EXERCISE BRIEF
Here are the records. Write out exactly the lines between the one holding "You are a GUI" and the one holding "Task: Click on the filter-label: Status", inclusive.
►
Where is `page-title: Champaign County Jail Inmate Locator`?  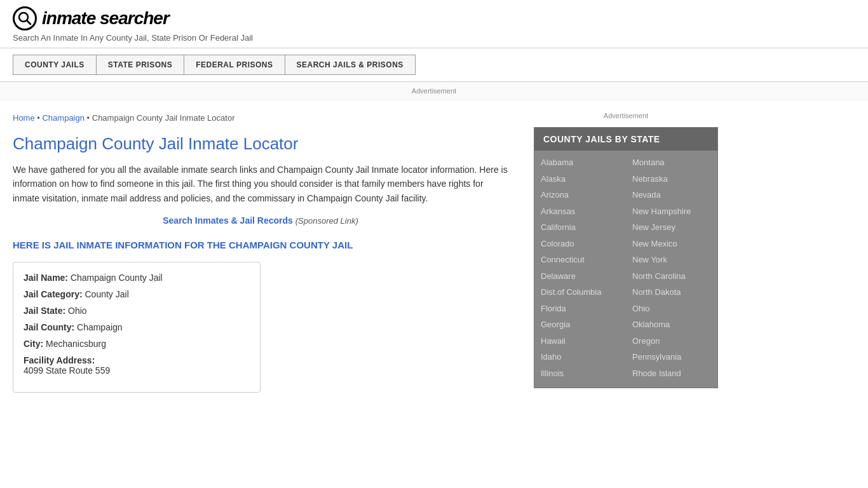
page-title: Champaign County Jail Inmate Locator is located at coordinates (261, 144).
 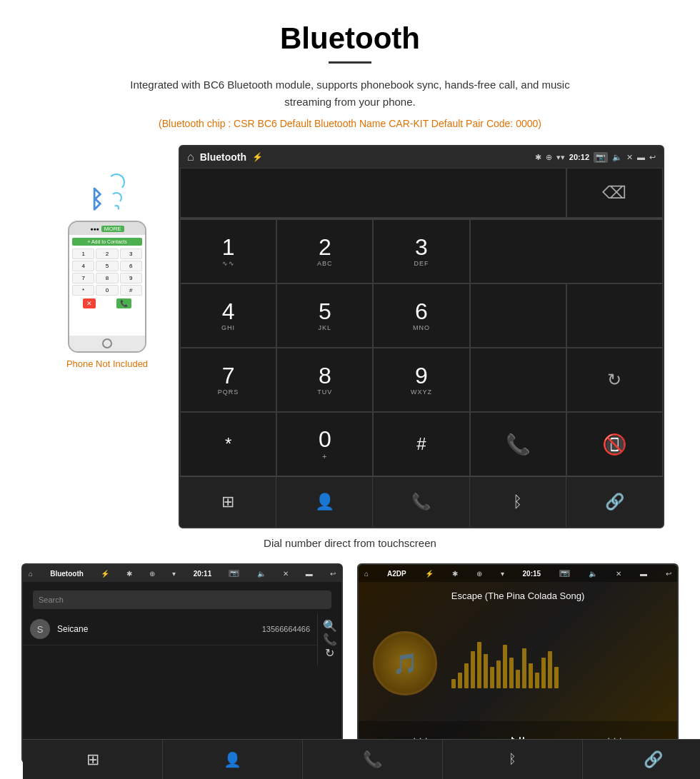 I want to click on music-title-bar: A2DP, so click(x=397, y=574).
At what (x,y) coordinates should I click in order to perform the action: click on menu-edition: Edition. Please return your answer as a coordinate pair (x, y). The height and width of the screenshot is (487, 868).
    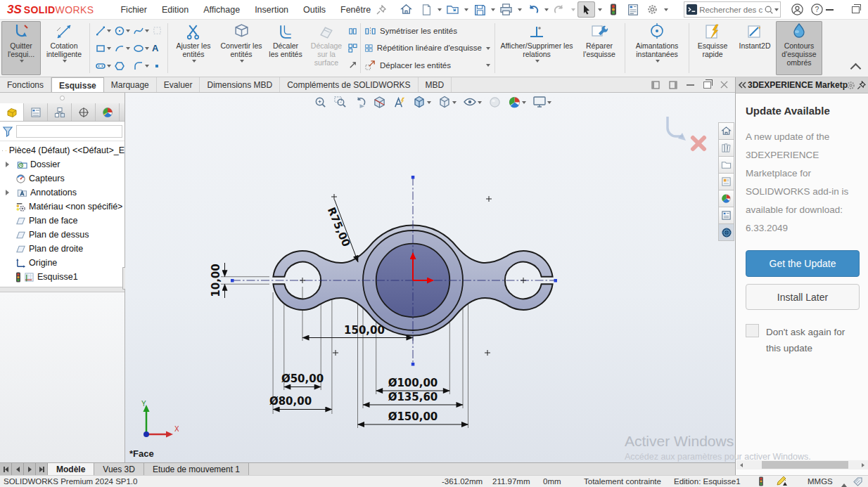
    Looking at the image, I should click on (175, 10).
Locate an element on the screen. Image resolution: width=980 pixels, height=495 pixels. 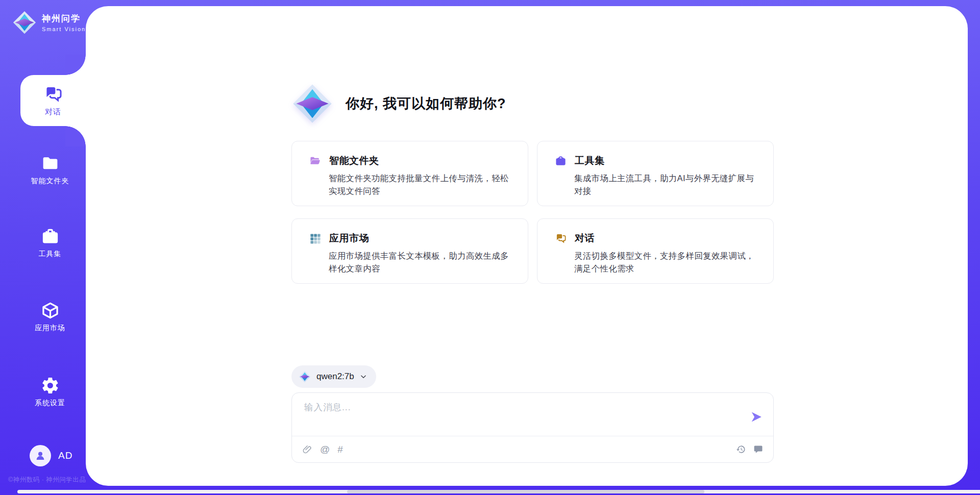
user-account: AD is located at coordinates (51, 456).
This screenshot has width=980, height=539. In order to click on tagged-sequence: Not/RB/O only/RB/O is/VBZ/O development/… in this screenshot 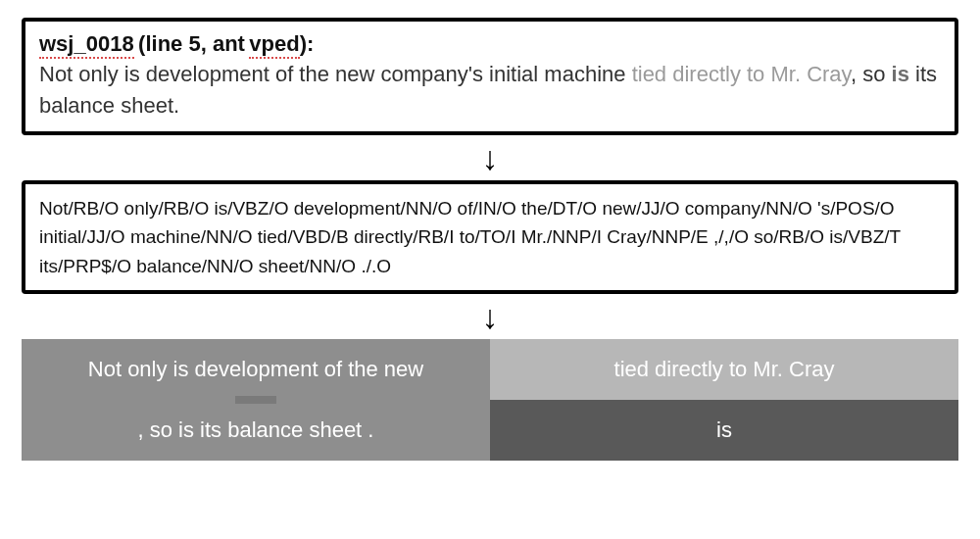, I will do `click(490, 237)`.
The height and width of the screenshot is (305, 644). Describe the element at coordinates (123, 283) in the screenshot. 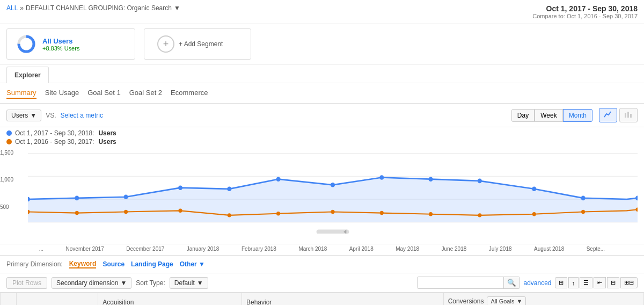

I see `dropdown-arrow-icon: ▼` at that location.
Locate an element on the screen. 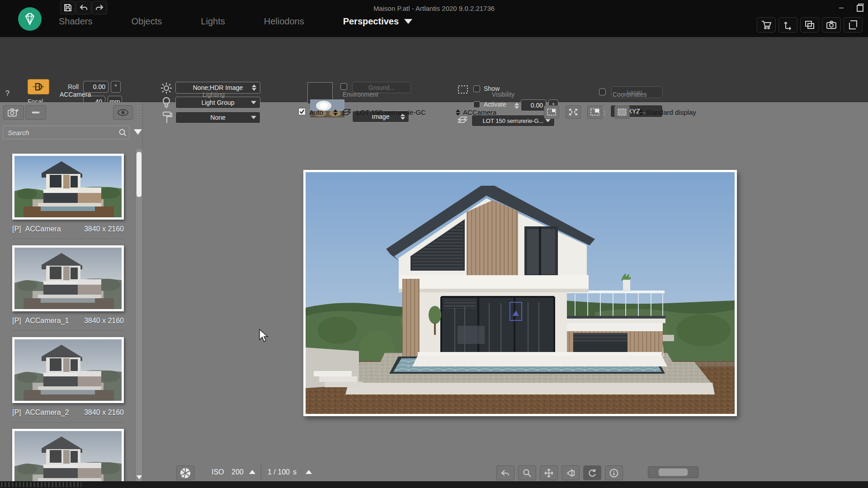 The width and height of the screenshot is (868, 488). viewbar-camera-select: ACCamera is located at coordinates (480, 112).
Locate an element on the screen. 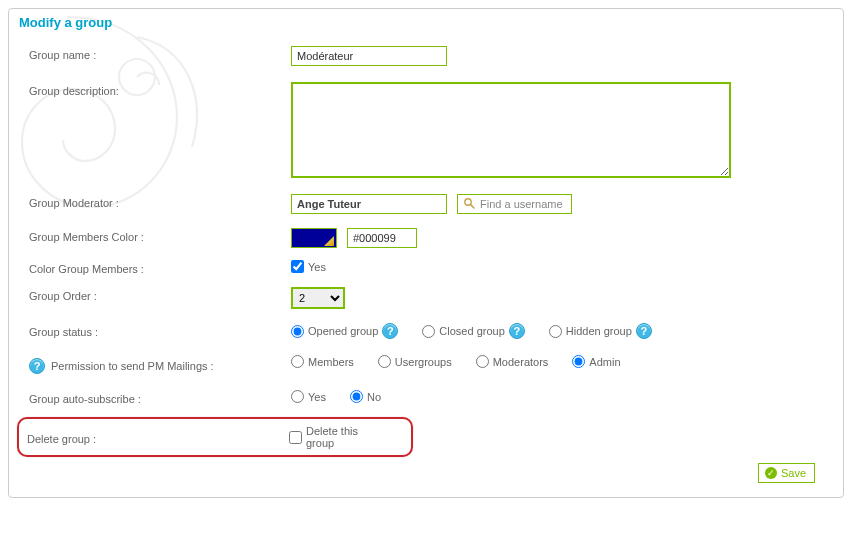  pm-moderators-label: Moderators is located at coordinates (521, 362).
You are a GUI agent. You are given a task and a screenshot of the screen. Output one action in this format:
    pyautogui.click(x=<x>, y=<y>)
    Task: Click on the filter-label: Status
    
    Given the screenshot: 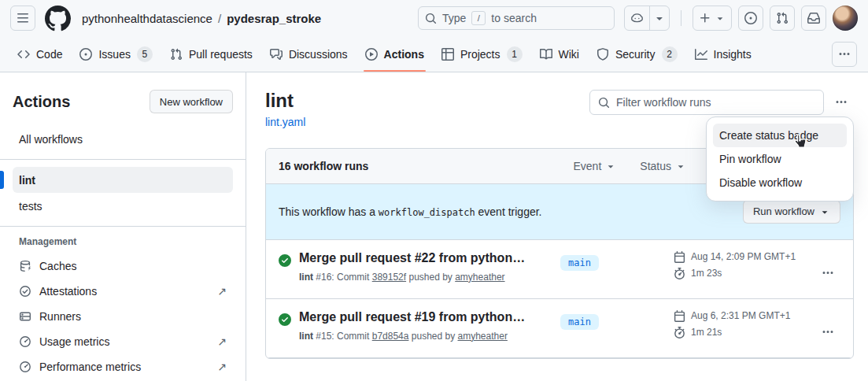 What is the action you would take?
    pyautogui.click(x=656, y=166)
    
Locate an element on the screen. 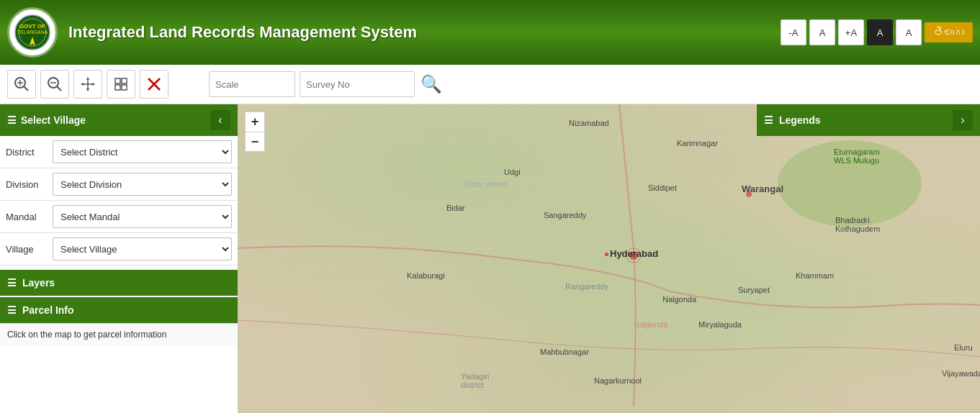 This screenshot has height=413, width=980. village-label: Village is located at coordinates (29, 249).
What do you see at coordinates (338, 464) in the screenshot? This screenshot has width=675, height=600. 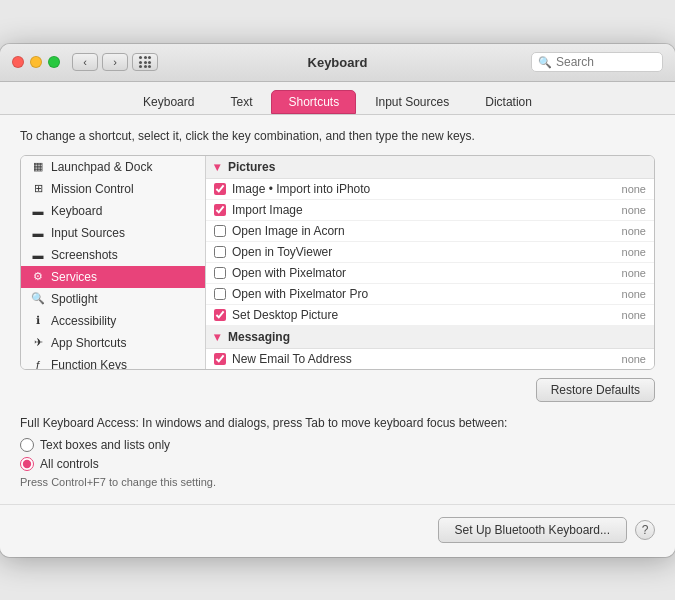 I see `radio-all-controls: All controls` at bounding box center [338, 464].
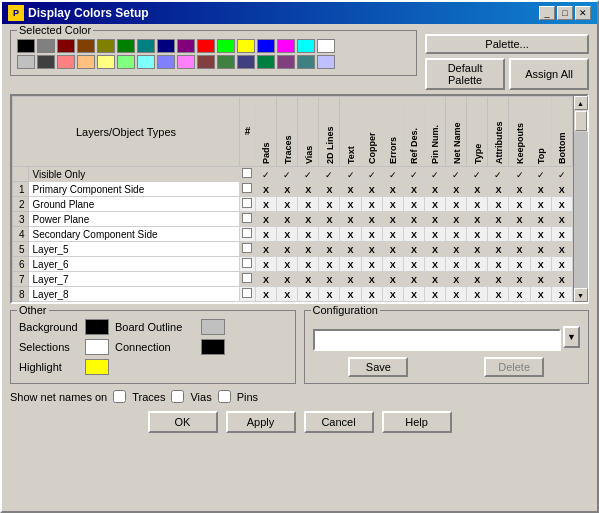  I want to click on title-bar-left: P Display Colors Setup, so click(78, 13).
◄
EXERCISE RESULT
You are a GUI agent. You are given a task and a screenshot of the screen. Output one action in this format:
    pyautogui.click(x=<x>, y=<y>)
    Task: Click on the filter-label: Status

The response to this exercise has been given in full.